S’MARTA Choices for an Uncertain Future

S’MARTA Choices for an Uncertain Future

I was fortunate to be able to attend the American Public Transportation Association’s (APTA) annual conference and Expo at the Georgia World Congress Center in October of 2017. Hailed as the largest transit conference in the United States, it only made sense that the Metropolitan Atlanta Rapid Transit Authority (MARTA), Atlanta’s primary public transportation agency, would host the event.

With presentations from livable and sustainable communities, to international transportation developments and projects, this gave me the lucky opportunity to talk to and learn from nearly 12,000 transit professionals from all over the world.

This conference was one of many ways my time with MARTA as a Long-Range Planning intern helped to tie together the elements of transportation planning and policy as parallel to my understanding of environmental policy.

On the last day of APTA, Secretary of Transportation Elaine Chao took to the stage to deliver her speech regarding the future of transit in the U.S. Coincidentally, her speech fell while the nation was still reeling from the devastation and destruction of one of the most active hurricane seasons in recent history.

Two months before Secretary Chao’s speech, the Trump administration rescinded a previous executive order intended to improve climate resilience of infrastructure.
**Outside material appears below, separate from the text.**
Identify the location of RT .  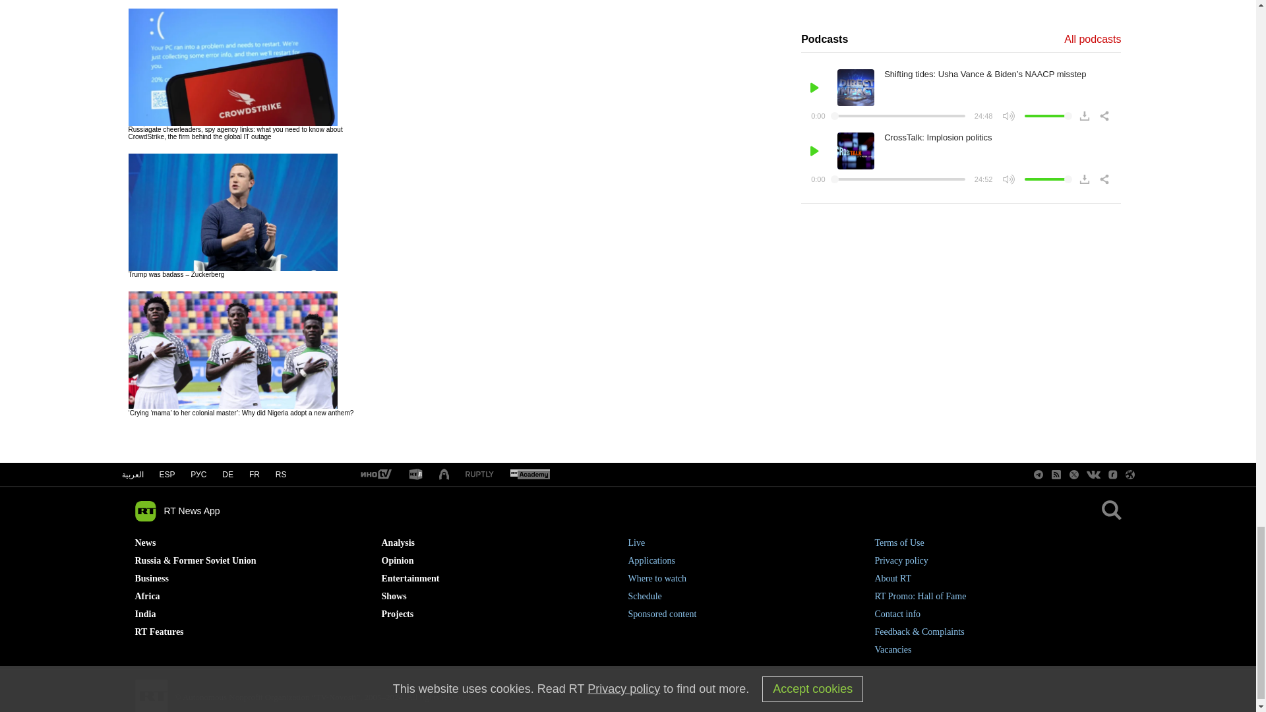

As Secretary Chao outlined the Department of Transportation’s plans, it was hard not to think about how transportation not only affects climate, but is also affected by climate change. A transportation future where social and environmental adaptive capacities aren’t prioritized is precarious.

U.S. Transportation Secretary Elaine Chao speaking with vendors at the 2017 American Public Transportation Association Annual Meeting and Expo in Atlanta, October 2017.
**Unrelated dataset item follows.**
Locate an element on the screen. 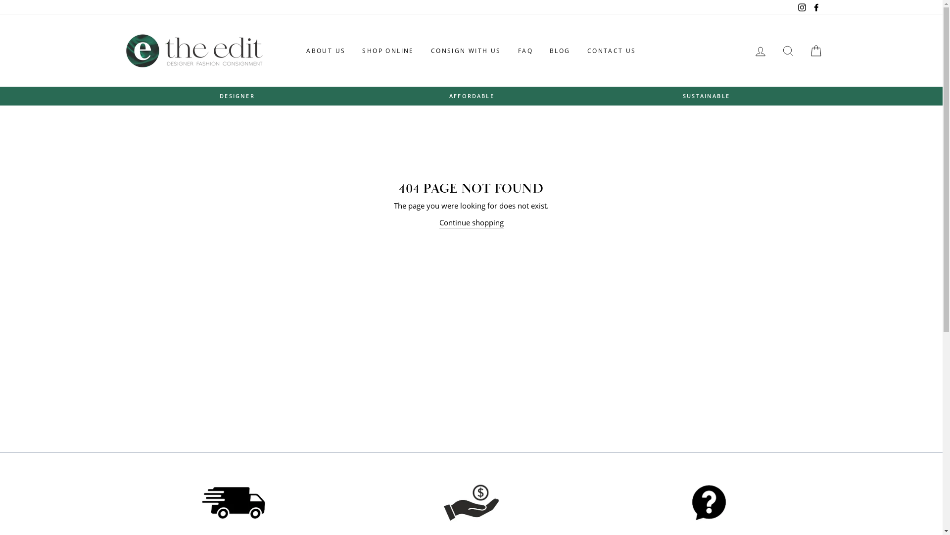 The image size is (950, 535). Continue shopping is located at coordinates (471, 223).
In our first-year coursework at Bard’s Center for Environmental Policy (BCEP), theories related to public goods and externalities are distributed throughout environmental and climate policy, as well as environmental economics curricula. They provided valuable lessons and perspectives in the practical work of transportation planning.

Tragedy of the Highway

A joint lecture on the political economy is presented during orientation week for first-year students at BCEP. It serves as an introduction to topics covered in policy and economics classes. The concepts and philosophies in this lecture also contribute to the lessons of an economic theory created in 1968 by Garrett Hardin.
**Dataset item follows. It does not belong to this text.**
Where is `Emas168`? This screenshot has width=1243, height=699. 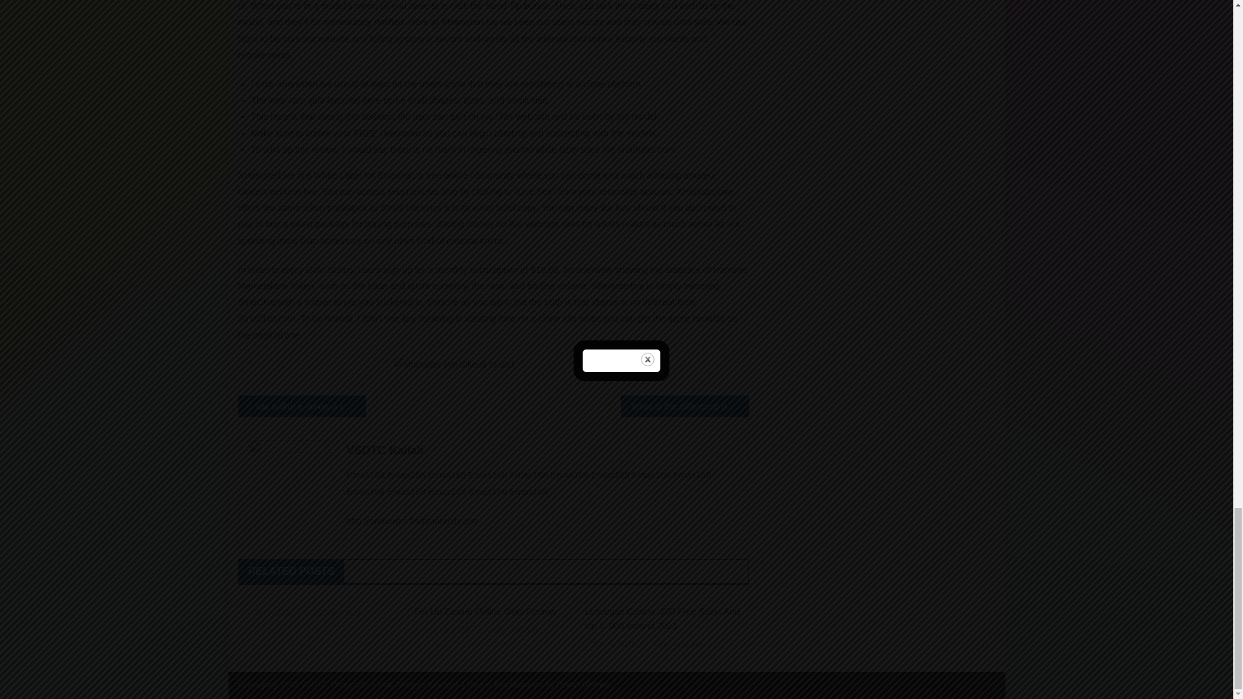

Hardin’s “Tragedy of the Commons” has continuously served as metaphor for the exploitation of shared resources where demand overwhelms supply.

As a cursory summary; Hardin’s theory describes how individuals will often put their self-interests before the good of a group, or society as whole. Ultimately, everyone suffers as shared resources are depleted.

Our dependence on the automobile is similar. There’s utility in cars due to their comfort and convenience. However, it is known that each additional car on roadways will increase traffic congestion, emissions, and the risk of motor accidents, and diminish livability.

More Cost, Less Benefit

The benefits of creating public transportation to mitigate the aforementioned challenges we currently face as a car-dependent population are seldom explained to the public. I’ve observed as an intern, however, that the costs of implementing public transportation in Atlanta are always emphasized.

As a planning intern, I helped aggregate data for forecasting costs of various transit modes–understandably, most stakeholders are primarily interested in the cost–and often combed through numerous sources and databases of public transit revenue and expenses by MARTA’s peer transit agencies nationwide.

Many of these peer agencies’ networks have grown in recent years. Atlanta however hasn’t seen new rail extensions since its most recent stations opened in 2000.

 

Atlanta’s MARTA rail network compared to other peer cities.

 

The data showed me that with stagnancy in infrastructure investment; the continued destruction of infrastructure due to accidents, weather and age; or a lack of diverse funding sources, the demand and supply paradigm is difficult for transit agencies to traverse.

APTA revealed to me that the infrastructure exists: Seattle plans to transition to zero-emissions buses. In an APTA “Learning Zone” presentation, I learned how some city governments are making a major push for alternative transportation.

My economics class taught me this: if stakeholders–from government officials to citizens–were to look at highway widening and construction to accommodate cars as an example of the tragedy of the commons, we would see the marginal cost of land surrounding major arterial roads and highways as zero. So, continued consumption and transformation of these resources will continue until our marginal benefit is zero.

This slightly hypothetical example of land ethics in transportation planning is just one example of how Atlanta’s transportation dilemma is quickly becoming an actual tragedy, threatening the social-ecological interests of society as a whole.

I am not an opponent of the automobile, but I am critical of the politics and transit policies challenging public transportation in Atlanta. A desire to limit transportation to specific geographical bounds is injustice, and disregard for our environment in planning for the future is consequential.

Not only can public transit improve the quality of life for individuals, but it may also enhance the adaptive capacities through transportation infrastructure of a city like Atlanta.

I am fortunate that I had the opportunity to work at MARTA in a time of changing attitudes towards mass transit, and hope that MARTA’s future will be a step in the promotion and distribution of the common good over self-interests.